Seismogenic zone 15: South of Trinidad exhibits a low seismic output, with episodic
moderate magnitude earthquakes. Russo et al. (1993) defined this zone as a passive margin in the
north of South American continent. It includes events with strike-slip, mixed thrust and strike-
slip and thrust mechanisms around the Orinoco-Delta region in Venezuela, with an average depth
of 50 km.
Earthquake Hazard Analysis
All of the data on the seismic activity in the Eastern Caribbean have been processed by an
analysis technique that quantifies the highest level of shaking that a particular location may be
subject to at a future time. The results are displayed by way of maps of expected Peak Ground
Acceleration (PGA) within a defined Return Period (RP). Fig. 4 shows that accelerations of
0.55-0.60 g can occur on land Trinidad, with the higher values expected in the Port of Spain area.

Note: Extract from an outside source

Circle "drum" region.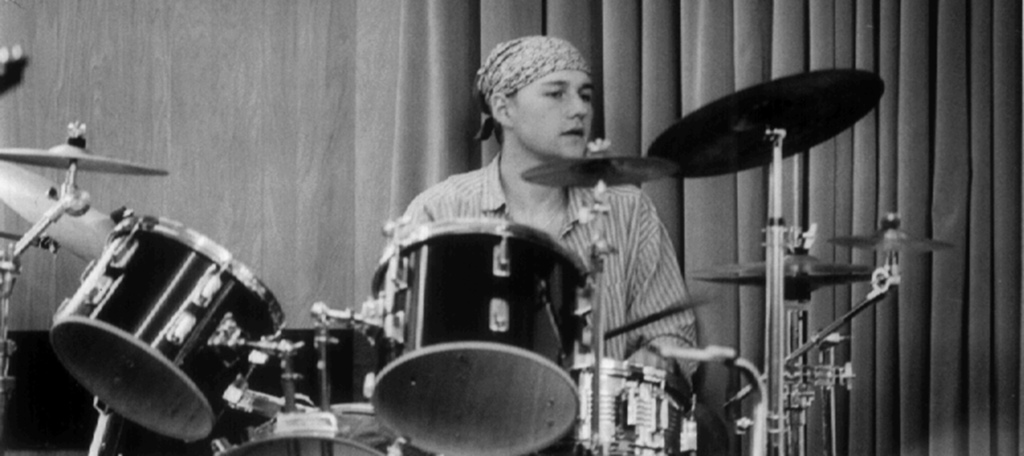
Region: 209:407:418:455.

Potential impact from accelerations of 0.55 -0.60 g in Port of Spain
The built structures in Port of Spain fall into four main categories – wooden buildings,
unreinforced masonry i.e. hollow clay blocks, reinforced concrete buildings and steel frames,
which may be single storey structures, multi-storey facilities, and high-rise buildings. The City
is home to residential buildings, business establishments, power generation facilities, hospitals
Fig. 4 Map of PGA (g) for 2475 years return period for the Eastern Caribbean islands on rock sites conditions (after Bozzoni et al., 2011).

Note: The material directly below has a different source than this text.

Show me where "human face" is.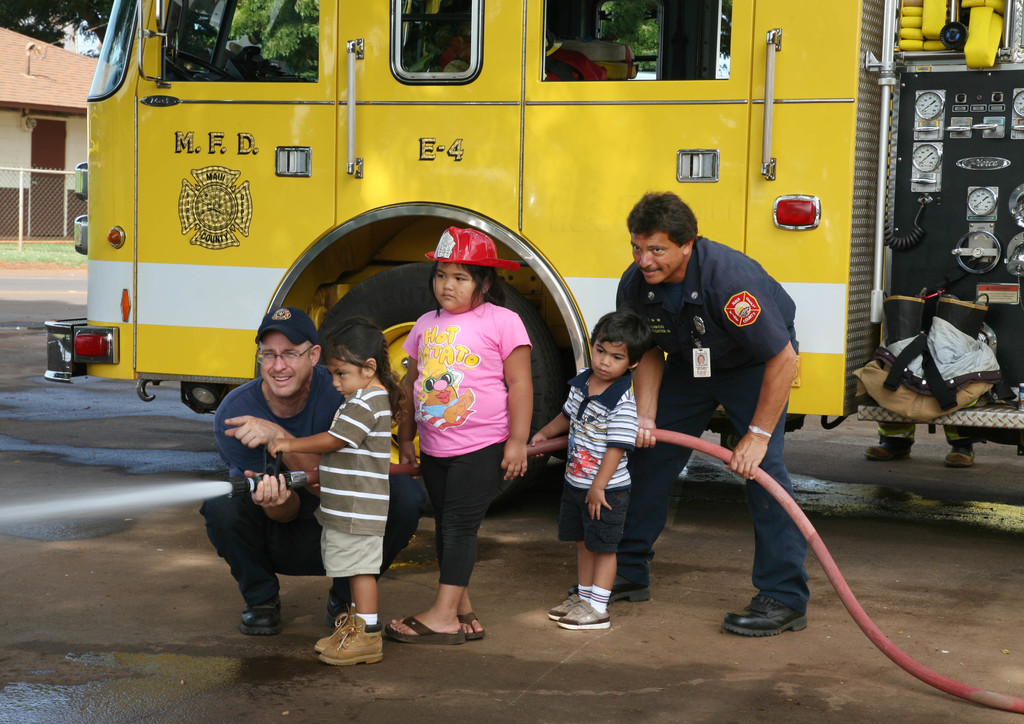
"human face" is at x1=323 y1=345 x2=366 y2=398.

and hotels. Vulnerabilities in these structures arise from the brittle connections and poor
load bearing capacity. Given known construction practise past and current, expected
impact would take the form of damage ranging from severe to catastrophic. Ground failure
would be expected in much of the reclaimed areas leading to loss of function of structures
located there.
Mitigation Measures
Development in Trinidad and Tobago is in large measure being carried forward on the
strength of a non-renewable, hydrocarbon resource. This means that in the event of a major
disaster, previous development gains may be lost and never recovered. Therefore, it is essential
that every effort to ensure continuity with minimum setback be made. This should take the form
of site investigations to determine the strength of ground, assessing existing structures and
retrofitting to necessary levels. This would require continuing training for small scale
construction contractors and workers. These measures must be carried forward in the context of
a legislated Building Code with enforcement thus ensuring that all new structures are constructed
to be earthquake resistant based on the level of hazard identified in Fig. 4. Land use planning
should guide all future development and in the case of critical facilities currently in vulnerable
locations, a schedule for relocation would not be an excessive response.
Conclusions
Much has been learned about earthquake hazards in the Eastern Caribbean since the
written records began. Now, more than two centuries after an earthquake destroyed the first
capital of Trinidad, we have sufficient information to adopt measures to mitigate the effects of a
major earthquake, both individually and nationally. Implementation, with a well thought out
programme, will require effort and will involve costs that, in the current economic climate, may
contribute to setting it at a low priority. However, ignoring the known hazards does not make
them go away and the consequences of a major earthquake that affects Trinidad could far
outweigh, based on figures from other parts of the World, the costs of implementation. The
terrible devastation that can be wrought by earthquakes was recently seen in Haiti in January
2010 and in Japan in March 2011. Earthquakes will continue to occur every day somewhere in
the world and one day, a major earthquake will occur close to one of our islands. If we are truly
wise and preparing for our future, this reality must factor into all our development plans.